By Kameron Clem
The first issue of the brand new “The Commuter,” Frederick Community College’s student newspaper launched on Friday March 4, 2016 and it marks a turning point in the newspaper’s life-cycle.
“The Commuter was an entirely different entity when we started the launch,” said Brian Taylor, current Editor-in-Chief of The Commuter.
The platform that The Commuter was running on was not congruent to the image that The Commuter wanted to present. “We were, at the time, less independent from the college itself and running on an entirely different technology platform,” Taylor added.
The Commuter, based on the social media pages on Twitter and Facebook, did not have a very strong presence. News posts were reaching maybe four to five people per week. It seemed that The Commuter’s future was unclear.
Student newspapers have one advantage over any other type of publication, and that is the ability to focus on campus issues more in depth. A point exemplified by the recent controversy at Mount St. Mary’s University.
Former president Simon Newman resigned in the wake of an article published in The Mountain Echo the student run newspaper for Mount St. Mary’s University. The article discussed Newman’s plan to “cull the class” by dismissing allegedly under-preforming first-year students. Coverage of the article and additional controversy surrounding Newman’s remarks made it all the way to the national stage with coverage in The Washington Post andThe New York Times.
“I think student newspapers can operate in a more refined area and get more in depth coverage about what is actually important to students at the time,” said Jas Leftwood, a recent graduate from Frederick Community College.
“The Frederick News Post might not write about a show going on at FCC but the student newspaper will because it will try anything to make students, even the small minority who are interested in the subject, feel included in campus life. A bigger publication sometimes just can’t afford to do that,” Leftwood continued.
According to a study published by Alloy Media + Marketing about seventy-six percent of all students have read their college newspaper, either digitally or in print, in the last thirty days. That number rises to eighty-two percent for readership of the last ninety days.
“Students who read their student newspaper are reading three out of five issues, on average,” Alloy noted later in the article.
Many people think that college newspapers are not only just as important as any other publication but are actually a necessity, and that they have just as much of a right to exist as other publications
One such person who holds that view is Alex Yahanda, a writer for the Johns Hopkins News Letter. Yahanda said that college newspapers are the experts on their own student population.
“After all, who better to publish articles encapsulating the ethos of student experiences than the students themselves,” asked Yahanda.
This brings the discussion back to The Commuter and why it is still around. The Commuter can operate in a small area but that small area affects thousands of students.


The lines you return should be those containing the string "plot", taken from the data below.
── RECORD EXCERPTS
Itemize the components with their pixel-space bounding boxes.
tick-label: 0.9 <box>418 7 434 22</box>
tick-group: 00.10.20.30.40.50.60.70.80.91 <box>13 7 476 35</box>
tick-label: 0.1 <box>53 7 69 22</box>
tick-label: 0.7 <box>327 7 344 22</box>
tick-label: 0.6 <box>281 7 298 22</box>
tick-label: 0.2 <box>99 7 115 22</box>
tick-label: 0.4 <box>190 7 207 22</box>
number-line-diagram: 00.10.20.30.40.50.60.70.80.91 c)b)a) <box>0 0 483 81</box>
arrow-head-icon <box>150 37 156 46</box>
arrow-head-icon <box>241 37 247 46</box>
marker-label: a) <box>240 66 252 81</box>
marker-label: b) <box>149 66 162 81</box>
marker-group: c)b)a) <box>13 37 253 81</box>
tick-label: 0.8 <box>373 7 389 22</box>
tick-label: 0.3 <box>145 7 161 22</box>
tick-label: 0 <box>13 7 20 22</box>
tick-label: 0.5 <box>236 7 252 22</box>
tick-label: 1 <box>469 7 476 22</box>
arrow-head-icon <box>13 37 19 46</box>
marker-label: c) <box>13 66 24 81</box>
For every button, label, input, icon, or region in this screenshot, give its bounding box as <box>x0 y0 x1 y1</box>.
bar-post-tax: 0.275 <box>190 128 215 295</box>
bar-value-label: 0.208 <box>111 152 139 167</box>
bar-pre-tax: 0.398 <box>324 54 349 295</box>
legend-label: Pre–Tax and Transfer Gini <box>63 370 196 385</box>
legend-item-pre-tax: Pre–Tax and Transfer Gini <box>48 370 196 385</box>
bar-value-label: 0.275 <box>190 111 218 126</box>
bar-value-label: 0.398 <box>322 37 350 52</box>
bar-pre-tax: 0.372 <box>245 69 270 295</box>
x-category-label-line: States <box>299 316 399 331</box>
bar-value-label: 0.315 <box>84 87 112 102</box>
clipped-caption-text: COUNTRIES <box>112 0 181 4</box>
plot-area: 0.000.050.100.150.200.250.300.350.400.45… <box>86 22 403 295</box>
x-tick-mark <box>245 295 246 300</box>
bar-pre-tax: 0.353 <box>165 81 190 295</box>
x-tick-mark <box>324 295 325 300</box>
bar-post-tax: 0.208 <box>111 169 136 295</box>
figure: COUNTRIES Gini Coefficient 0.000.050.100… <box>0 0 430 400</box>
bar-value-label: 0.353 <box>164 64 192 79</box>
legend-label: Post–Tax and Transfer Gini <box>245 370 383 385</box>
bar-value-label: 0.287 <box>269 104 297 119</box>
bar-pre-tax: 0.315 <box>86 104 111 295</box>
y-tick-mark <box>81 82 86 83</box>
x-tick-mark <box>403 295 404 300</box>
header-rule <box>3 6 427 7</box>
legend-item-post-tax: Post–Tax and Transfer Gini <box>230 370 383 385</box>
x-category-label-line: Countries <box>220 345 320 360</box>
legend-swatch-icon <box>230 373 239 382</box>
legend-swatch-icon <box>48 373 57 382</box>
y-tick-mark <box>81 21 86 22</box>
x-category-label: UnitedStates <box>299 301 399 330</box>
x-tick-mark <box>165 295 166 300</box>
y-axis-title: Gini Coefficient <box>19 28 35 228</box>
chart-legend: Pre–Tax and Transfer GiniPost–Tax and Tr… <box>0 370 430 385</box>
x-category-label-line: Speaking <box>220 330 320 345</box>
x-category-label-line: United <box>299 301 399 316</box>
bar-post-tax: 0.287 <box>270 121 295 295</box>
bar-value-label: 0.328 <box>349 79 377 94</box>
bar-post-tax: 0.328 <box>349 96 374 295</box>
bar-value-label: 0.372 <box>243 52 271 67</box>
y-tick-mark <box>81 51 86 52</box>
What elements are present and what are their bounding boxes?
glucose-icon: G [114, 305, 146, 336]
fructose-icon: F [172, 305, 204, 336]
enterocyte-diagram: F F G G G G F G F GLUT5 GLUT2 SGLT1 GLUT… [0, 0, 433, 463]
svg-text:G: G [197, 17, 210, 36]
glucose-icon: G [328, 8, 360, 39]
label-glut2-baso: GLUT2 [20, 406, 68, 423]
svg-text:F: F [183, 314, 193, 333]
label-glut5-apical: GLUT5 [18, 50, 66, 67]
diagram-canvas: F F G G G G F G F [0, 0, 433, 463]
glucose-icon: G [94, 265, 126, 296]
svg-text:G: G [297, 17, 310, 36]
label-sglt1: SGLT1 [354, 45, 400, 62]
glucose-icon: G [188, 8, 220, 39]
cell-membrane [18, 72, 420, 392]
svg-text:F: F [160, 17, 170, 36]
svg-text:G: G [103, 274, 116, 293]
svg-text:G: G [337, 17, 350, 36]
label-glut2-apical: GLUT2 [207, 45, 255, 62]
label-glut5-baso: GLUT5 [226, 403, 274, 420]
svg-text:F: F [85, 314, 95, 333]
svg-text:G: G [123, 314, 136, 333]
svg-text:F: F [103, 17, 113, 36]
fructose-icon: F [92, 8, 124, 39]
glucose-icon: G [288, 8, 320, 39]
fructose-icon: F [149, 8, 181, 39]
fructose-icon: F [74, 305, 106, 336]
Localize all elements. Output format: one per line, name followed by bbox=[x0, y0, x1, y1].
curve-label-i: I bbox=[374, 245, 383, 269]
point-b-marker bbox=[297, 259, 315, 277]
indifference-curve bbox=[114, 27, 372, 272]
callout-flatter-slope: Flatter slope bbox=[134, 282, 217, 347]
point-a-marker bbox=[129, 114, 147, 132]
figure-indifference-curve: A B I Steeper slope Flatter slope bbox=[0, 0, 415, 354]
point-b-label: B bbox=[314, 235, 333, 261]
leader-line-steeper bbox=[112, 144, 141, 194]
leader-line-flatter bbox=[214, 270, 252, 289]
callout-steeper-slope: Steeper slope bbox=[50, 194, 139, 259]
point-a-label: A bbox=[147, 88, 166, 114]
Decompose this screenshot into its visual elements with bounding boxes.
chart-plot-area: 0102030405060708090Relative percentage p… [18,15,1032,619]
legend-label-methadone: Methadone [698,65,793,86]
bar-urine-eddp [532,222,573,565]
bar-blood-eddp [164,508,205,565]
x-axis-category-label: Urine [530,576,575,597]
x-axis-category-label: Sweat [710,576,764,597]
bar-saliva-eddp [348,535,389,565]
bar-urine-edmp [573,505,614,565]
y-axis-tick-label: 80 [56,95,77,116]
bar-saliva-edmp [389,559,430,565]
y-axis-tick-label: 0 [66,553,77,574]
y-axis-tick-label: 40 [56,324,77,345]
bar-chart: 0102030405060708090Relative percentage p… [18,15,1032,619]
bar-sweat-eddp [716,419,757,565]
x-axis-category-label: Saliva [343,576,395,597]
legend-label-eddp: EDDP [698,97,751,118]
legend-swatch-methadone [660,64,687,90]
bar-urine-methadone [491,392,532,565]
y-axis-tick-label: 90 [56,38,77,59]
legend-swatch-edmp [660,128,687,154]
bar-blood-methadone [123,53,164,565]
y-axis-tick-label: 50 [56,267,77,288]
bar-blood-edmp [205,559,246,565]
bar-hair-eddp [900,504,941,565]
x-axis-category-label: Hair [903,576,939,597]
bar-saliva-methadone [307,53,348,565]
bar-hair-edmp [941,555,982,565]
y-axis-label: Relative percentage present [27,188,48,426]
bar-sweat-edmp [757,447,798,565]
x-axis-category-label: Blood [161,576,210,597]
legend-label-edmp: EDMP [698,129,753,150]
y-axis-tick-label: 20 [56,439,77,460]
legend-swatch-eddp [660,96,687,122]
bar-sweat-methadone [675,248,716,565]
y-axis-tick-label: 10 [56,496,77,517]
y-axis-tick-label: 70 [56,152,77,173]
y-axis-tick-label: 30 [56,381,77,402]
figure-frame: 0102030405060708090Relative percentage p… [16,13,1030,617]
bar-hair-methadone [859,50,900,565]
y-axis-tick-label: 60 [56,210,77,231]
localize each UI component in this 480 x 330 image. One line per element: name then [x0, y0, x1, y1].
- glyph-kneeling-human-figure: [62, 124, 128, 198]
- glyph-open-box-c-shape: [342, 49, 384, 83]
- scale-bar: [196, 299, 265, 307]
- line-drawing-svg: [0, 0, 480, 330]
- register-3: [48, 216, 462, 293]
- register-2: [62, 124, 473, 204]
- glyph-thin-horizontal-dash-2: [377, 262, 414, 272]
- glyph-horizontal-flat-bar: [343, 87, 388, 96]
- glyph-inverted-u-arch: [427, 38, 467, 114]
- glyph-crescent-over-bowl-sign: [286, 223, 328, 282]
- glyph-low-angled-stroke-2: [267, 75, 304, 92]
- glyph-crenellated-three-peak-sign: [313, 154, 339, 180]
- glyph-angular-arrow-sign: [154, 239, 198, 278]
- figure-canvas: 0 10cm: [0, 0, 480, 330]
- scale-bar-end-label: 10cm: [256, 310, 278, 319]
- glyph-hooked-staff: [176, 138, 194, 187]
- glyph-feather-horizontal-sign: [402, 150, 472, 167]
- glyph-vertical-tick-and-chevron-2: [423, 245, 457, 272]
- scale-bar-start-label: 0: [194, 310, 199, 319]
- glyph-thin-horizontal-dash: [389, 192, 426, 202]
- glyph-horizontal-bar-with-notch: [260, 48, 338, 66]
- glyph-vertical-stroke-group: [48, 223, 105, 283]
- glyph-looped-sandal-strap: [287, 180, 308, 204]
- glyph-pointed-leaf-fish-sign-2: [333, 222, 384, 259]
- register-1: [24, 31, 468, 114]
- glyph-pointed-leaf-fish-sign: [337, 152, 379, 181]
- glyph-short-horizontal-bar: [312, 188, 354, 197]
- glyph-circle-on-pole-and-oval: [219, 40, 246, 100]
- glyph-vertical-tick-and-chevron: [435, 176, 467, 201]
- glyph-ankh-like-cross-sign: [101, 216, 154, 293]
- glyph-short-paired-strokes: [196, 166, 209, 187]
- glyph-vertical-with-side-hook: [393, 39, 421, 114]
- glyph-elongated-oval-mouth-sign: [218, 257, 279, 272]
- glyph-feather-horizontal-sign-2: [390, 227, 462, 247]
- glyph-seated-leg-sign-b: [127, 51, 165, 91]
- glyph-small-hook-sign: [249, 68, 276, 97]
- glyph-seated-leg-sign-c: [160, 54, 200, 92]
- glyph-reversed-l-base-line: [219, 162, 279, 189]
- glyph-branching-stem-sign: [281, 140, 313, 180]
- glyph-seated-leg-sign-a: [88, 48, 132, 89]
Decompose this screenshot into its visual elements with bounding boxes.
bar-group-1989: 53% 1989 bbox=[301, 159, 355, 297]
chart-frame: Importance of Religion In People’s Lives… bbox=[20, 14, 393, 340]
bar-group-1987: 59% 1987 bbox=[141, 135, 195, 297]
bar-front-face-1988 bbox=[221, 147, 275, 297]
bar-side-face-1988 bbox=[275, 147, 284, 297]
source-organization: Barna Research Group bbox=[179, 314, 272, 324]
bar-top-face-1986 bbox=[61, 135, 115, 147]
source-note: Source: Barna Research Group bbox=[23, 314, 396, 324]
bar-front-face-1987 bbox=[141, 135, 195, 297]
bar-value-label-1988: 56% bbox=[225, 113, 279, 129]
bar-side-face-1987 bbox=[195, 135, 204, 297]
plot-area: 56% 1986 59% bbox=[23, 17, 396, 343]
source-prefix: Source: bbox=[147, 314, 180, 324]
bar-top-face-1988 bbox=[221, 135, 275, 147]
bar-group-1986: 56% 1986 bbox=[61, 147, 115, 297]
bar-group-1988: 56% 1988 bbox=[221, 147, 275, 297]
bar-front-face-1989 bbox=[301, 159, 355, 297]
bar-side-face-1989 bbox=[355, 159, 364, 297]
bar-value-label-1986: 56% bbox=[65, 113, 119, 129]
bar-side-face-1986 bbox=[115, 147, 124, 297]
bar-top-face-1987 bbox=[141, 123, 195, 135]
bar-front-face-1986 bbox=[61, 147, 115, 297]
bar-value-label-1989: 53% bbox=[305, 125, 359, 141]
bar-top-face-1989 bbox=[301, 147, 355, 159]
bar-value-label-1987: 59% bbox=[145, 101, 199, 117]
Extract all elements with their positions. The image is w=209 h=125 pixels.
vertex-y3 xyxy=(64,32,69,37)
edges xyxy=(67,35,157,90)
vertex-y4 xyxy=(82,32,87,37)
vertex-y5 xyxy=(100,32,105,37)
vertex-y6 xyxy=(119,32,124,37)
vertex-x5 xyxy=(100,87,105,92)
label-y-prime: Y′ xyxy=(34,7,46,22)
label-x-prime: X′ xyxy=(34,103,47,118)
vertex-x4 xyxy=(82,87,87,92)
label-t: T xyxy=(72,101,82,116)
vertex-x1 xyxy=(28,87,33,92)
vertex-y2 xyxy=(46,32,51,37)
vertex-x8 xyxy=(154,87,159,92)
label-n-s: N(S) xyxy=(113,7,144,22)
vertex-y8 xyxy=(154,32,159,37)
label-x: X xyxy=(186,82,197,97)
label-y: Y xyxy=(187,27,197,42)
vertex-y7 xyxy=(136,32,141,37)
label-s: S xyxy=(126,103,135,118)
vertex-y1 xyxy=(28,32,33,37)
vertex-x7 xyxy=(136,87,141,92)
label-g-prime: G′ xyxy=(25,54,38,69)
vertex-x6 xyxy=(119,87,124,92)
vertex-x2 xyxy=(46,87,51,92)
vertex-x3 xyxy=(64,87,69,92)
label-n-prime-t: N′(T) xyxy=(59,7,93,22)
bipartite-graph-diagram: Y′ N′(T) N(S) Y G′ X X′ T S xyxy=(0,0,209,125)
────
> _RESPONSE AREA_:
plot-area: 0.000.050.100.150.200.250.300.350.400.45… <box>86 22 403 295</box>
chart-plot-area: 0102030405060708090Relative percentage p… [18,15,1032,619]
plot-area: 56% 1986 59% bbox=[23, 17, 396, 343]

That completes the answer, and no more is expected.